▸ Instructions to follow: With pictures excluded, repeat exactly the lines from the one containing "Identify the location" through the last line of the material below.

______________________________

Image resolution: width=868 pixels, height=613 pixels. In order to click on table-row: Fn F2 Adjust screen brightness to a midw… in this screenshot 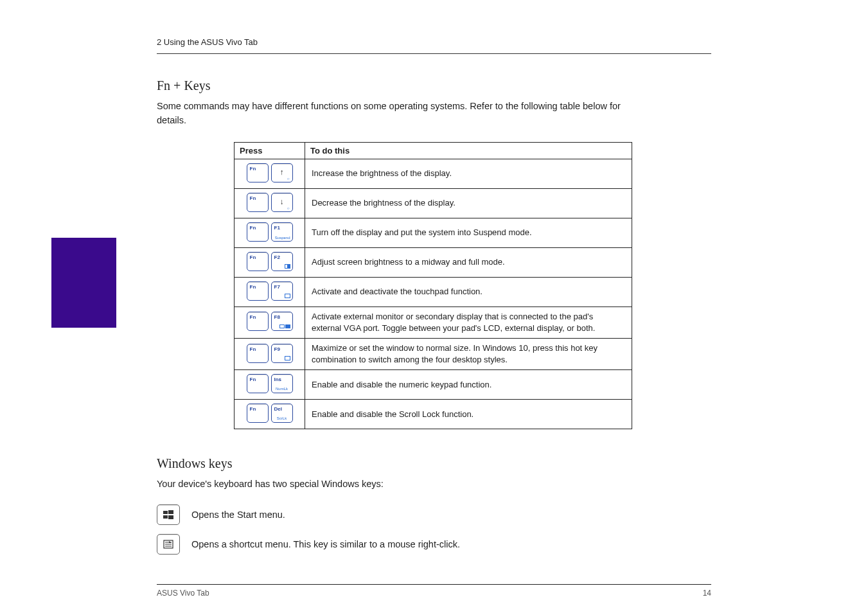, I will do `click(433, 262)`.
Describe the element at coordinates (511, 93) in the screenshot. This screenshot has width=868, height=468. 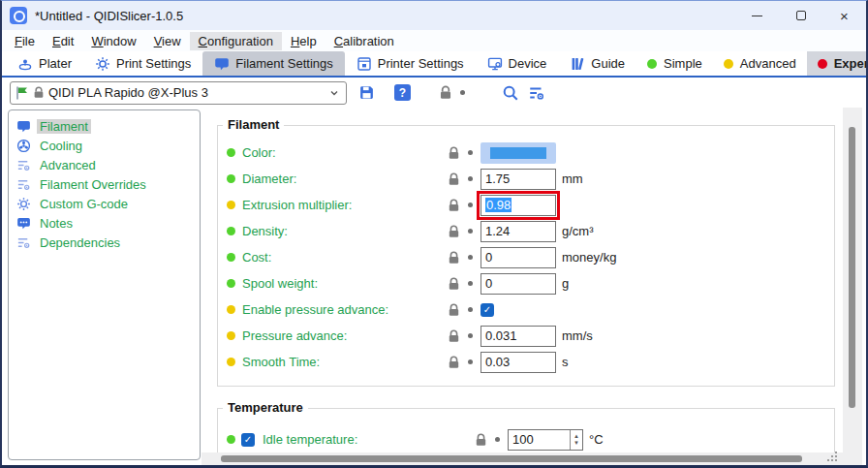
I see `search-button` at that location.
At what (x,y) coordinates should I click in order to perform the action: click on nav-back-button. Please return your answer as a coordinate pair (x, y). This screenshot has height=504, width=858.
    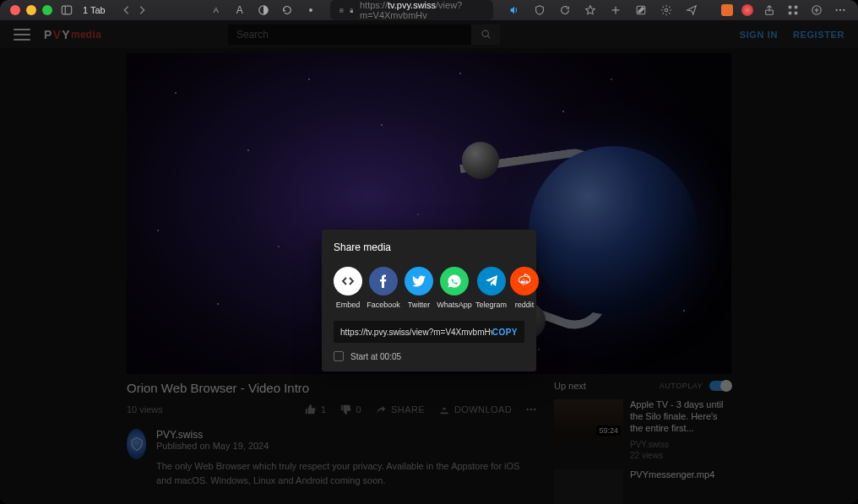
    Looking at the image, I should click on (127, 10).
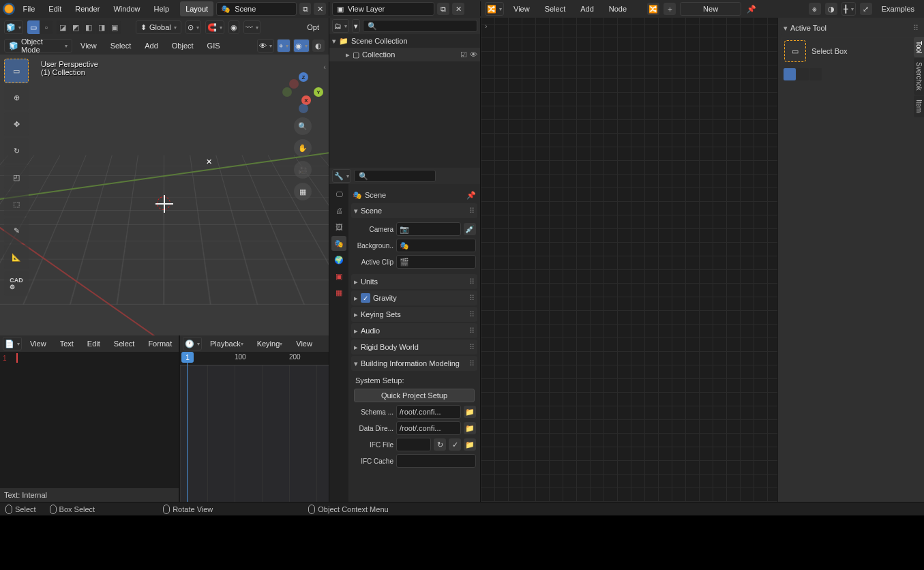  What do you see at coordinates (342, 176) in the screenshot?
I see `editor-type-properties: 🔧▾` at bounding box center [342, 176].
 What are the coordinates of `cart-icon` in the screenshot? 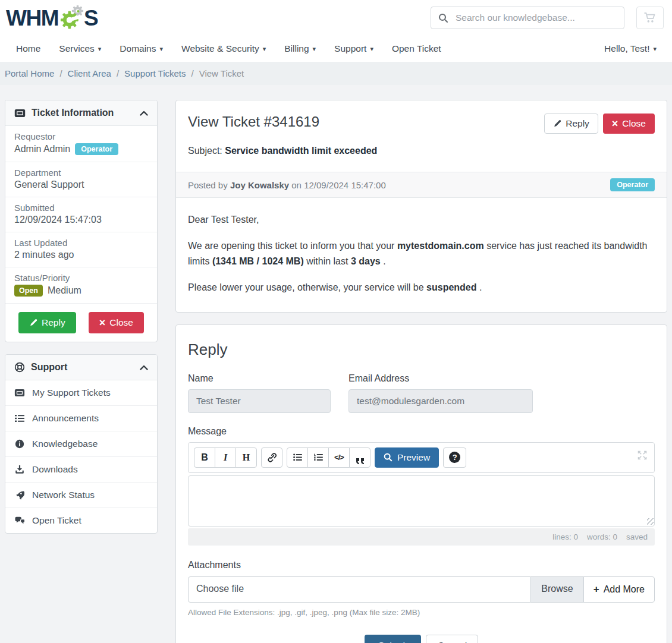 It's located at (650, 18).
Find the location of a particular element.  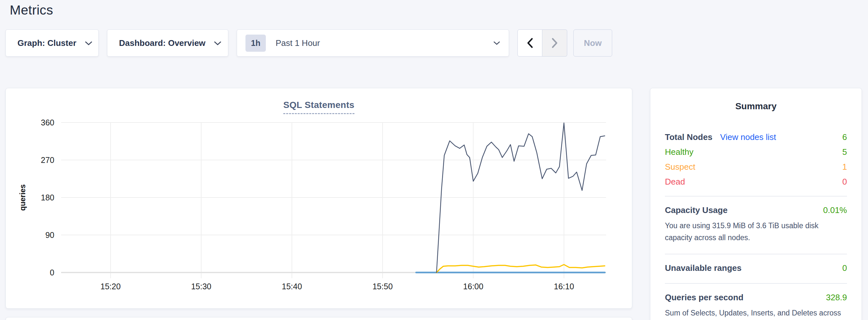

now-button: Now is located at coordinates (593, 43).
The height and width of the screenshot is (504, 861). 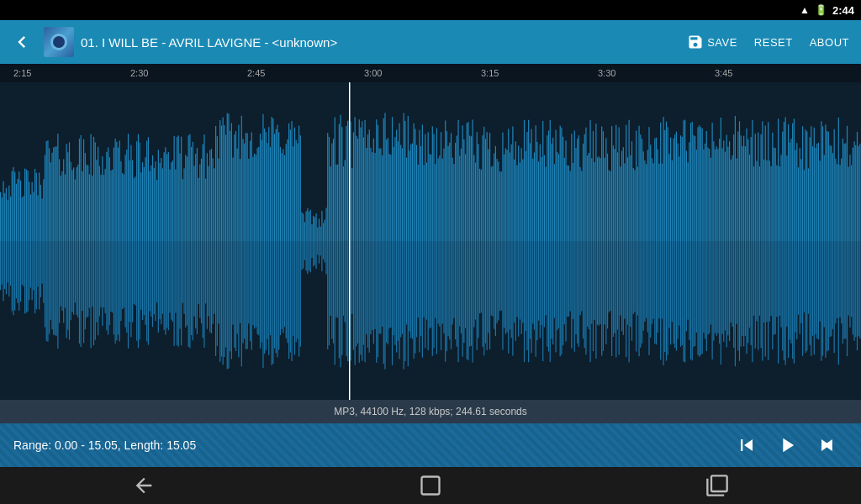 I want to click on range-text: Range: 0.00 - 15.05, Length: 15.05, so click(x=370, y=445).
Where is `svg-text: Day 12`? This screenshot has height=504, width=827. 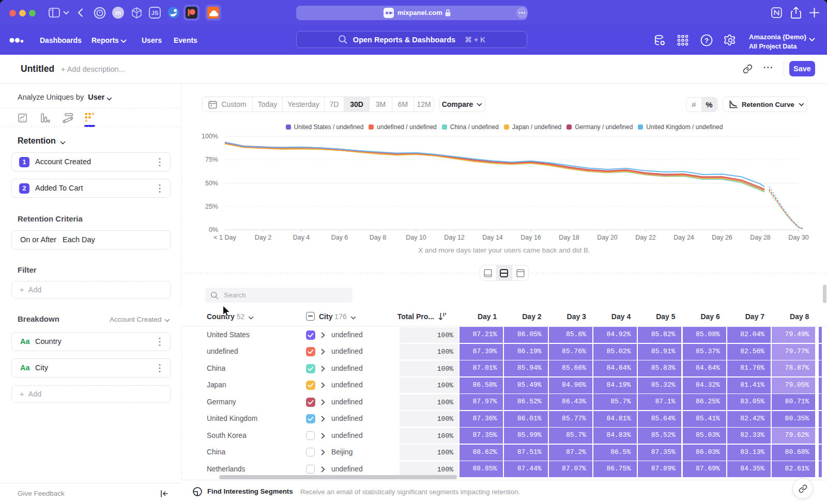 svg-text: Day 12 is located at coordinates (454, 238).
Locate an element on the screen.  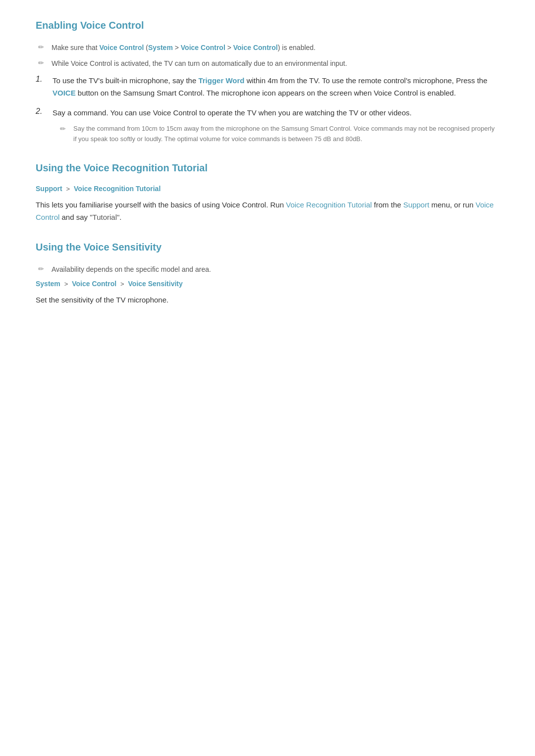
item-2-text: Say a command. You can use Voice Control… is located at coordinates (276, 113).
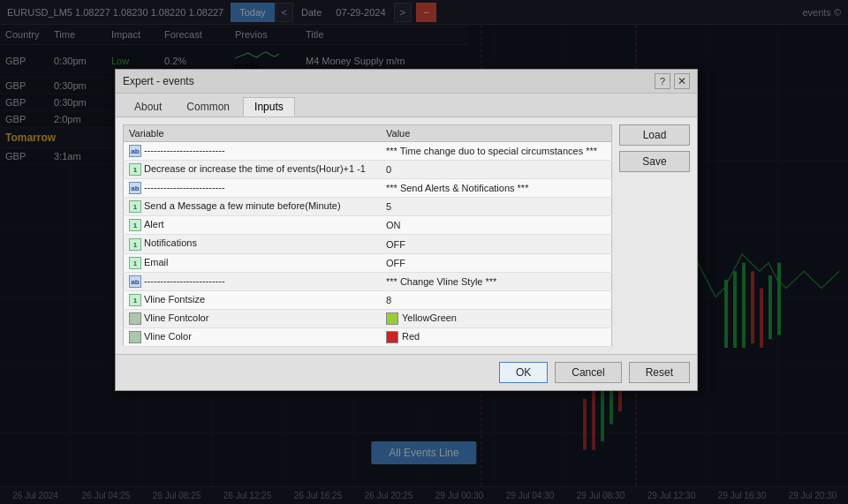 This screenshot has height=504, width=848. Describe the element at coordinates (406, 106) in the screenshot. I see `modal-tabs: About Common Inputs` at that location.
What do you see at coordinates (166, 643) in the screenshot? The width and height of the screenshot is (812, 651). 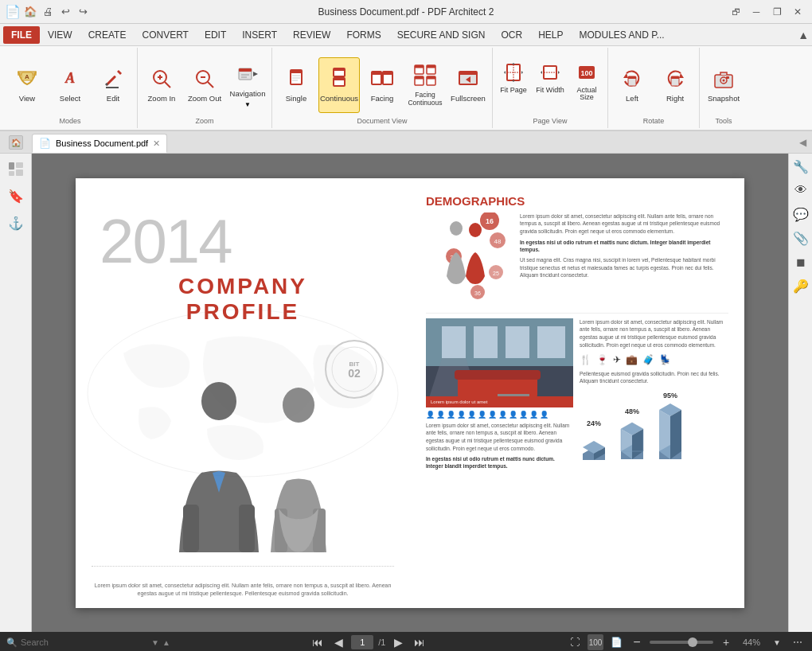 I see `search-up-arrow: ▲` at bounding box center [166, 643].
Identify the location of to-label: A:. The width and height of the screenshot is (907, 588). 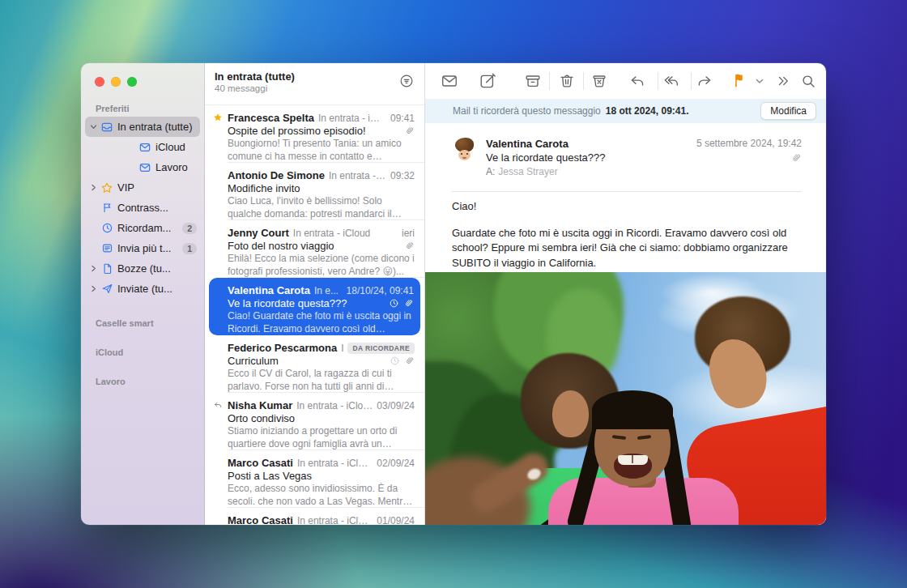
(491, 172).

______________________________

▸ Solution below:
Identify the location of to-label: A:. The width and height of the screenshot is (907, 588). 
(491, 172).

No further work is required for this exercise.